IRF - daisy chain VS ring

Hi all,

     I have recently configured a couple of A7510 in IRF, but I cant't be able to configure them on a ring topology, but only in daisy chain.

In the same day I have configured a couple of 5500 in a ring topology, at this point why the 7510 doesn't like the ring?

 

In your experience, with only 2 switch to connect in IRF, wich deployment did you use/prefere?

 

thanks

5 REPLIES 5
paulgear
Esteemed Contributor

Re: IRF - daisy chain VS ring

Hi Mauro,

 

I've only done IRF on 5500s & 5820s, but in both cases, I used a ring (although the difference when you're talking about 2 switches is fairly minimal).  One thing I found when using the 5500s was that you had to cross over the cables - i.e. port 1 on switch 1 goes to port 2 on switch 2, not port 1 on switch 2.  That may or may not be related the issue you're experiencing.  Do you get any messages in the logs?  What do the IRF display commands show?

Regards,
Paul
Apachez-
Trusted Contributor

Re: IRF - daisy chain VS ring

The point of using a ring instead of daisy chain is of course for both performance AND redundancy. In a daisy chain if one interface breaks your IRF will have a split brain (compared to a ring where the IRF is still intact).
manuel.bitzi
Trusted Contributor

Re: IRF - daisy chain VS ring

Dear Mauro

 

Only two IRF Members are supported with 7510. Because that ring topo makes no sense and only daisy chain is supported.

7503 and 7506 support four IRF Members => ring and daisy chain are supported.

 

 

br

Manuel

H3CSE, MASE Network Infrastructure [2011], Switzerland
RyanBiddle
Occasional Advisor

Re: IRF - daisy chain VS ring

I found in an environment of 6 5500's in a ring,

when it came to an upgrade, Even though I had A/B switches in each rack,

The Rolling upgrade left the other switches dead untill they regained the new stack with the new code.

Forceing me to take downtime in an environment where that wasn't acceptable.

(Instead of taking downtime I meticulesly broke the ring into 3 stacks of 2. it does the 2 switch stack upgrade flawlessly)

 

Because of this experience, I'd still caution to maintain 2 managment domains, and build all other HA domains with that in mind.

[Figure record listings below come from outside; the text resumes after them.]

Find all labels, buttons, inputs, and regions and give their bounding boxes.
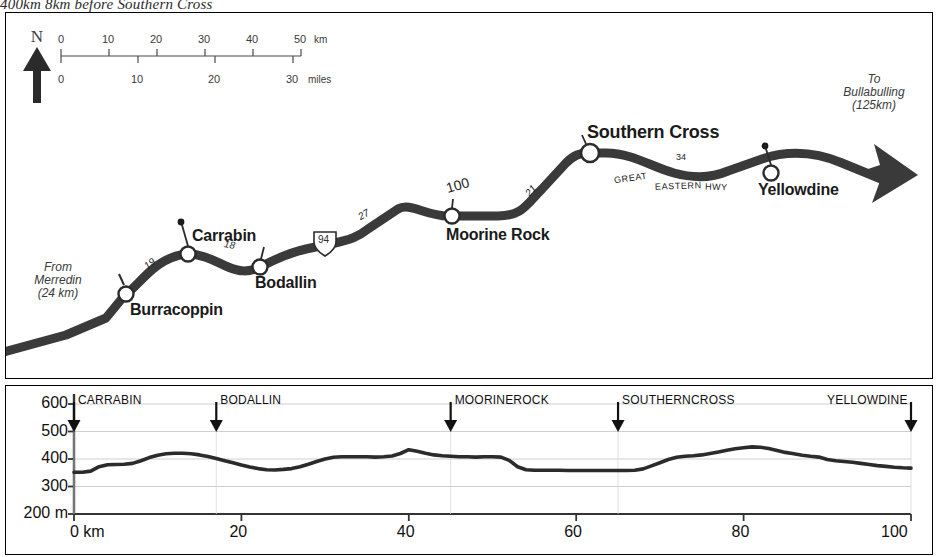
leader-moorine-rock [452,199,453,208]
profile-x-tick-label: 100 [881,523,908,541]
scale-km-tick-30: 30 [198,33,210,45]
highway-word-hwy: HWY [705,182,728,193]
scale-km-tick-50: 50 [294,33,306,45]
scale-mi-tick-20: 20 [208,73,220,85]
profile-x-tick-label: 40 [397,523,415,541]
destination-note-line-3: (125km) [826,99,922,112]
town-label-moorine-rock[interactable]: Moorine Rock [446,226,549,244]
elevation-profile-panel: CARRABINBODALLINMOORINEROCKSOUTHERNCROSS… [5,385,933,555]
destination-note: To Bullabulling (125km) [826,73,922,112]
town-dot-carrabin[interactable] [181,247,196,262]
town-arrow-head [905,420,918,432]
profile-gridlines [74,404,911,487]
road-arrow-head [856,144,918,203]
leader-burracoppin [119,274,124,285]
north-arrow: N [18,29,56,91]
route-shield-number-94: 94 [318,234,329,245]
scale-mi-tick-0: 0 [58,73,64,85]
town-dot-southern-cross[interactable] [581,144,599,162]
locality-dot-yellowdine [762,143,769,150]
highway-word-eastern: EASTERN [655,180,702,192]
scale-mi-unit: miles [308,74,331,85]
elevation-line [74,447,911,472]
leader-bodallin [261,247,264,259]
town-dot-yellowdine[interactable] [764,166,779,181]
profile-x-tick-label: 80 [732,523,750,541]
town-label-southern-cross[interactable]: Southern Cross [587,122,719,143]
profile-y-tick-label: 200 m [6,504,68,522]
town-dot-burracoppin[interactable] [119,287,134,302]
scale-km-unit: km [314,34,327,45]
town-dot-moorine-rock[interactable] [445,209,460,224]
map-panel: N 0 10 20 30 40 50 km 0 10 20 30 miles F… [5,12,933,379]
profile-y-tick-label: 300 [6,477,68,495]
leader-southern-cross [582,135,586,144]
profile-y-tick-label: 600 [6,394,68,412]
profile-y-tick-label: 500 [6,422,68,440]
origin-note: From Merredin (24 km) [18,261,98,300]
profile-town-label-bodallin[interactable]: BODALLIN [220,393,281,407]
town-arrow-head [210,420,223,432]
town-dot-bodallin[interactable] [253,260,268,275]
town-label-yellowdine[interactable]: Yellowdine [758,181,839,199]
scale-km-tick-20: 20 [150,33,162,45]
elevation-profile-chart [6,386,930,552]
origin-note-line-3: (24 km) [18,287,98,300]
profile-x-tick-label: 0 km [70,523,105,541]
profile-x-tick-label: 60 [564,523,582,541]
profile-town-label-southerncross[interactable]: SOUTHERNCROSS [622,393,735,407]
profile-x-tick-label: 20 [229,523,247,541]
profile-town-label-carrabin[interactable]: CARRABIN [78,393,142,407]
north-label: N [18,27,56,47]
town-label-bodallin[interactable]: Bodallin [255,274,317,292]
scale-mi-tick-10: 10 [131,73,143,85]
town-arrow-head [68,420,81,432]
town-label-burracoppin[interactable]: Burracoppin [130,301,223,319]
locality-dot-carrabin [178,219,185,226]
segment-distance-18: 18 [223,238,236,251]
scale-km-tick-10: 10 [102,33,114,45]
north-arrow-icon [18,45,56,105]
page-caption: 400km 8km before Southern Cross [0,0,938,12]
profile-town-label-yellowdine[interactable]: YELLOWDINE [827,393,908,407]
leader-carrabin [182,225,188,246]
scale-bar: 0 10 20 30 40 50 km 0 10 20 30 miles [58,33,358,91]
segment-distance-34: 34 [676,152,686,162]
scale-mi-tick-30: 30 [286,73,298,85]
profile-town-label-moorinerock[interactable]: MOORINEROCK [455,393,549,407]
map-page: 400km 8km before Southern Cross [0,0,938,557]
town-arrow-head [612,420,625,432]
profile-y-tick-label: 400 [6,449,68,467]
town-arrow-head [444,420,457,432]
scale-km-tick-0: 0 [58,33,64,45]
scale-km-tick-40: 40 [246,33,258,45]
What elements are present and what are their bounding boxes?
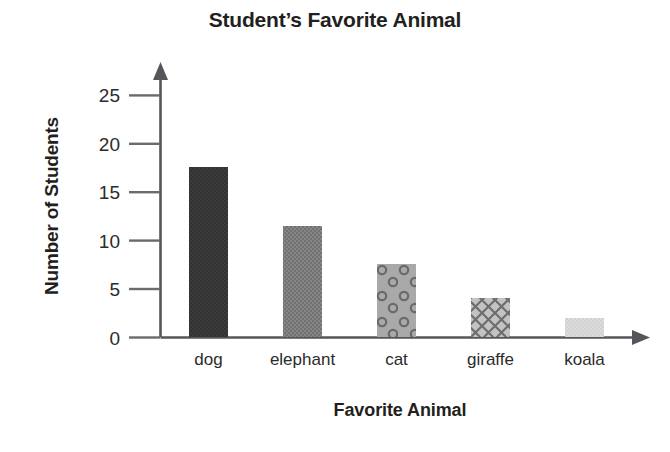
x-label-koala: koala bbox=[564, 350, 605, 369]
bar-giraffe[interactable] bbox=[471, 298, 510, 337]
bar-elephant[interactable] bbox=[283, 226, 322, 337]
x-axis-category-labels: dog elephant cat giraffe koala bbox=[194, 350, 605, 369]
bar-chart: Student’s Favorite Animal Number of Stud… bbox=[0, 0, 670, 452]
bar-cat[interactable] bbox=[377, 264, 416, 337]
bar-dog[interactable] bbox=[189, 167, 228, 337]
x-label-elephant: elephant bbox=[270, 350, 336, 369]
y-axis-ticks bbox=[129, 95, 160, 337]
x-label-dog: dog bbox=[194, 350, 222, 369]
bar-koala[interactable] bbox=[565, 318, 604, 337]
bars-group bbox=[189, 167, 604, 337]
plot-area: 0 5 10 15 20 25 dog elephant cat giraffe… bbox=[0, 0, 670, 452]
x-label-cat: cat bbox=[385, 350, 408, 369]
y-tick-label-20: 20 bbox=[99, 134, 120, 155]
y-tick-label-0: 0 bbox=[109, 328, 120, 349]
y-tick-label-15: 15 bbox=[99, 182, 120, 203]
y-tick-label-25: 25 bbox=[99, 85, 120, 106]
y-tick-label-10: 10 bbox=[99, 231, 120, 252]
x-axis-arrowhead bbox=[632, 330, 650, 345]
y-axis-tick-labels: 0 5 10 15 20 25 bbox=[99, 85, 120, 348]
x-label-giraffe: giraffe bbox=[467, 350, 514, 369]
y-tick-label-5: 5 bbox=[109, 279, 120, 300]
y-axis-arrowhead bbox=[153, 62, 168, 80]
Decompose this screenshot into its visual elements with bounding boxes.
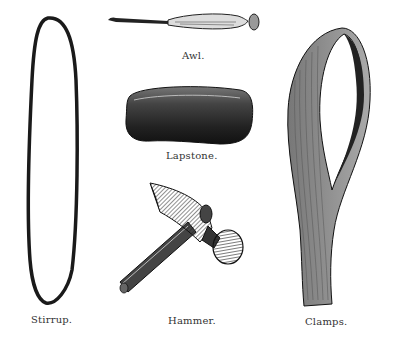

I heard IRF2 promises improvements here. But, with IRF1 not playing with IRF2 what does it matter.

 

Apachez-
Trusted Contributor

Re: IRF - daisy chain VS ring

Or just upgrade the units one by one by hand?

 

Sure it will take slightly longer time but this way you can test with one and see so everything works. If some IRF code was changed then you wont take number 2 from the same rack but rather number 3 and then number 5. This way the network is still operational.